CHAPTER XXXII.
About my Yorkshire journey it is unnecessary to say much. I saw Hover once more, stately as ever, but lifeless. The great house shut up, its many treasures swathed in dust sheets and brown paper. When it would be opened again none knew. Probably Colonel Esdaile would bring some gentlemen down in August for grouse-shooting, or for covert-shooting in October. He would hunt there during the winter.—The Colonel, always and only the Colonel, as man in possession?
I said as much to Warcop—to whom my visit was made—sitting before the empty stove in that queer sanctum of his, hung round with prints and spoils of the stud-farm and the chase. Whereupon he stuck out his bulldog under-jaw and mournfully shook his big grizzled head.
Yes, he answered, that was pretty well what it all came to. Would to God it did not!—always and only Colonel Jack at Hover in these days. And my lord lay a-dying, so they said, at Bath; and my young lord gave no sign. And her ladyship flitted in, like some great bright-painted butterfly, for a day and a night. Looked round the stables and gardens with a laugh, hanging on the Colonel’s arm, and flitted off again, as gay as you please, to London or Bath, or Old Nick knew where; while Colonel Jack, with a face like thunder and a temper like tinder, cursed the very guts out of anyone unlucky enough to cross his path for full twenty-four hours afterwards. Colonel Esdaile was a changed man, as I gathered; his swaggering manner and jovial good-humour a thing of the past, save at rare intervals or when her ladyship happened to be about.
All of which was bad hearing. The more so as, without going all lengths with Braithwaite in his condemnation of our hereditary nobility, I believed then—and believe firmly still—that if a great nobleman, or great landowner, is to justify his position—aye, and his very existence—he must live on his estate, keep in close touch with, and hold himself directly responsible for the welfare of, all ranks of its population—labourers, artisans, rent-payers great and small, alike. The middle-man, however just or able an administrator, introduces, and must always introduce, a cold-blooded, mechanical relation as between landlord and tenant, employer and employed. And, now listening to Warcop’s lament, I trembled lest the curse of absenteeism—which during recent years has worked such havoc of class hatred and disaffection in Ireland—should set its evil mark upon this English country-side.
In this connection it was inevitable that memories of my former dreams and ambitions for Hover should come back to me with a bitter sense of failure and of regret. Dreams and ambitions of so educating and training my dear pupil as to make him an ideal landowner, an ideal nobleman, to whom no corner of his vast possessions, the lives lived and work done there, would be a matter of indifference; but who would accept and obey the divinely ordained law of rulership and ownership which reminds us every privilege carries with it a corresponding obligation, and that the highest duty of him who governs is to serve.
Where had all those fair dreams and ambitions departed now? Were they for ever undone and dissipated? It seemed so, alas! Yet who could tell? Had I not promised Nellie, and that in some sort against my dearest interests, to watch over Hartover to the best of my power, and care for him still? And if a poor faulty human creature, such as I, could be faithful, how much more God, his Maker! Yes, I would set my hope, both for him and for Hover, firmly there, black though things looked at present. For Almighty God, loving him infinitely more than I—much though I loved him—would surely find means for his redemption, and, notwithstanding his many temptations, still make for him a way of escape.
And with that I turned my mind resolutely to the practical inquiry which had brought me north, questioning Warcop concerning the disappearance of Marsigli and the theft, with which he stood charged, of jewels and of plate.
Warcop’s first words in reply, I own, set my heart beating.
‘Best ask French Mamzelle, sir,’ he said, with a snarl. ‘For, as sure as my name’s Jesse Warcop, she’d the main finger in that pie. Picked out t’ fattest o’ the plums for herself, too, and fathered the job upon Marsigli to rid herself of the fellow.’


→ What you should do
Restate word for word the span of lines that opens with the line containing "Transcribe this image's" and closes with the last line of the material. Include both ends and nothing more.

→ Source data
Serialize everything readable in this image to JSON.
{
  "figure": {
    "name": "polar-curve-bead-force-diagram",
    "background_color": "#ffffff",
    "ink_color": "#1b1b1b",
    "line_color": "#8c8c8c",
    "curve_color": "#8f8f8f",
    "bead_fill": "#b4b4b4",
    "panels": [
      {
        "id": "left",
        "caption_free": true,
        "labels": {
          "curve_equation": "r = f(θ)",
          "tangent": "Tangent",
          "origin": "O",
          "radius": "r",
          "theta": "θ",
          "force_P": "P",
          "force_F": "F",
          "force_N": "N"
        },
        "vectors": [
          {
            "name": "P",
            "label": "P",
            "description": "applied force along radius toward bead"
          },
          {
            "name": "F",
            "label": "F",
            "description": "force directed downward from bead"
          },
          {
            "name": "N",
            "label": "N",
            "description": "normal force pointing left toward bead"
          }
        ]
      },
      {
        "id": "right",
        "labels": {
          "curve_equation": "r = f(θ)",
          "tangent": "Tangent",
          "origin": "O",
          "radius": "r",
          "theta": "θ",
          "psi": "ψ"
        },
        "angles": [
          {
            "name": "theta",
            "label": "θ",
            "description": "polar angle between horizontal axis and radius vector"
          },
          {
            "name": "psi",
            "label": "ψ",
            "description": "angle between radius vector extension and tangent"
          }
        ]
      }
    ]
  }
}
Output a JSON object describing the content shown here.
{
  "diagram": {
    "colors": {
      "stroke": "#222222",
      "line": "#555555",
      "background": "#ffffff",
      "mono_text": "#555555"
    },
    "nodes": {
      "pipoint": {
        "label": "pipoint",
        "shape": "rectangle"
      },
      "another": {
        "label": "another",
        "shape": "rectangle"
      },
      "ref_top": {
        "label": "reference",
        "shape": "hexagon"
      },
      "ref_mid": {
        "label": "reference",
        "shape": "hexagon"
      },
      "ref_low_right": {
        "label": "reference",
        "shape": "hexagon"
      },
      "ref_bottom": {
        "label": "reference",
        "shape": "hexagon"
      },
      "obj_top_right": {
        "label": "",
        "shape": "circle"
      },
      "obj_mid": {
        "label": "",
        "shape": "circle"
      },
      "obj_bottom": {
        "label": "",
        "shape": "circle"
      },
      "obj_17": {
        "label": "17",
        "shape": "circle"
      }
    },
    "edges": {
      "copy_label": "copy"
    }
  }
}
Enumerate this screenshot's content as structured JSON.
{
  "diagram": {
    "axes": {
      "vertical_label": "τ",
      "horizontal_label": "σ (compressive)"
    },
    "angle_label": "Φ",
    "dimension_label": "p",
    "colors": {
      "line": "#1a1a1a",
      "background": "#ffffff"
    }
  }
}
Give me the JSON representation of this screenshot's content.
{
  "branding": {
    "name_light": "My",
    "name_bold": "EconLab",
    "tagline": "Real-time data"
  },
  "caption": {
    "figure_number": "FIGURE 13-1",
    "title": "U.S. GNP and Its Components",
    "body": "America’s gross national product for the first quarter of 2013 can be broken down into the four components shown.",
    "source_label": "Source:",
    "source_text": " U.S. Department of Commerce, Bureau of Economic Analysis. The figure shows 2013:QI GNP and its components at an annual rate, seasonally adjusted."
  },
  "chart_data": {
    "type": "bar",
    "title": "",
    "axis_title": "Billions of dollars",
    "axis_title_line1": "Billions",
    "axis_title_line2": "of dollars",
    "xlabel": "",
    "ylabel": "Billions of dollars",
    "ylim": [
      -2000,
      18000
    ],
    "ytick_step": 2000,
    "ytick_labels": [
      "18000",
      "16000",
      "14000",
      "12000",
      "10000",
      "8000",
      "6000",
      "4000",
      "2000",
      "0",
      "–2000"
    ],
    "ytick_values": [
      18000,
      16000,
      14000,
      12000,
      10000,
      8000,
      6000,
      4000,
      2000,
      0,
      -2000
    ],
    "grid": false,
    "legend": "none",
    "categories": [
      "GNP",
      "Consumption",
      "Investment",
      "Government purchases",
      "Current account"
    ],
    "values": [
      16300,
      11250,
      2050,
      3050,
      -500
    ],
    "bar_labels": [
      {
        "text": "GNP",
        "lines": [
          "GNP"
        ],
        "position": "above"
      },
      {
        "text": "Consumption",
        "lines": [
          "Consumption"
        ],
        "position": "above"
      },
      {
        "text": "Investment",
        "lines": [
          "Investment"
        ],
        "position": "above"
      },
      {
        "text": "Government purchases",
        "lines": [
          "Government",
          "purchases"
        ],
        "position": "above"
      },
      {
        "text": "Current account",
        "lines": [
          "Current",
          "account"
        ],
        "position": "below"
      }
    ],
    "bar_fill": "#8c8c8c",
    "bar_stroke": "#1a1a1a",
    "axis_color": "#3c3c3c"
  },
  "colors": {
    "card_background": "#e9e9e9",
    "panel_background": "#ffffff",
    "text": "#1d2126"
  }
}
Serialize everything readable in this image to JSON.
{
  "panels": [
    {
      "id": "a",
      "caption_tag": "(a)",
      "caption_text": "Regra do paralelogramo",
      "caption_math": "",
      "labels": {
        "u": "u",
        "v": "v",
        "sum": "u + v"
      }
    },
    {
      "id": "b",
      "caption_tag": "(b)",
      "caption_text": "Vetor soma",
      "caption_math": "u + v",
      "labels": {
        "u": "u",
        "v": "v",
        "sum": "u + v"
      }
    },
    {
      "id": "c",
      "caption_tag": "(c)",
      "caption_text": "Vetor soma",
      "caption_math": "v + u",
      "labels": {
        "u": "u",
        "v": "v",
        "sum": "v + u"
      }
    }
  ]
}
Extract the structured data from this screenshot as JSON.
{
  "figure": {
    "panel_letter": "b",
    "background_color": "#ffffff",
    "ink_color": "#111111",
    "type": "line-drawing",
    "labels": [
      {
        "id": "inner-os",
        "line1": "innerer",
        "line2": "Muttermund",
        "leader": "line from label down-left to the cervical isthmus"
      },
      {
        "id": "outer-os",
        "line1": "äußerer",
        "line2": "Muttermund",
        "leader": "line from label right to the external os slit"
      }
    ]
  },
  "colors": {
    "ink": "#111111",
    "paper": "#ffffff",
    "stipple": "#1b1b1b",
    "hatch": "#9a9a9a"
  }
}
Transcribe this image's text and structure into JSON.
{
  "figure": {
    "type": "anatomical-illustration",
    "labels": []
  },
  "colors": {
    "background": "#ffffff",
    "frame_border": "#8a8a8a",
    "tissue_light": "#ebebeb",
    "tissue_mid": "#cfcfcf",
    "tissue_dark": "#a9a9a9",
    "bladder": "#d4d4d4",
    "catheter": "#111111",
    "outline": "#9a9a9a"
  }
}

→ Response below
Transcribe this image's text and structure into JSON.
{
  "figure": {
    "type": "anatomical-illustration",
    "labels": []
  },
  "colors": {
    "background": "#ffffff",
    "frame_border": "#8a8a8a",
    "tissue_light": "#ebebeb",
    "tissue_mid": "#cfcfcf",
    "tissue_dark": "#a9a9a9",
    "bladder": "#d4d4d4",
    "catheter": "#111111",
    "outline": "#9a9a9a"
  }
}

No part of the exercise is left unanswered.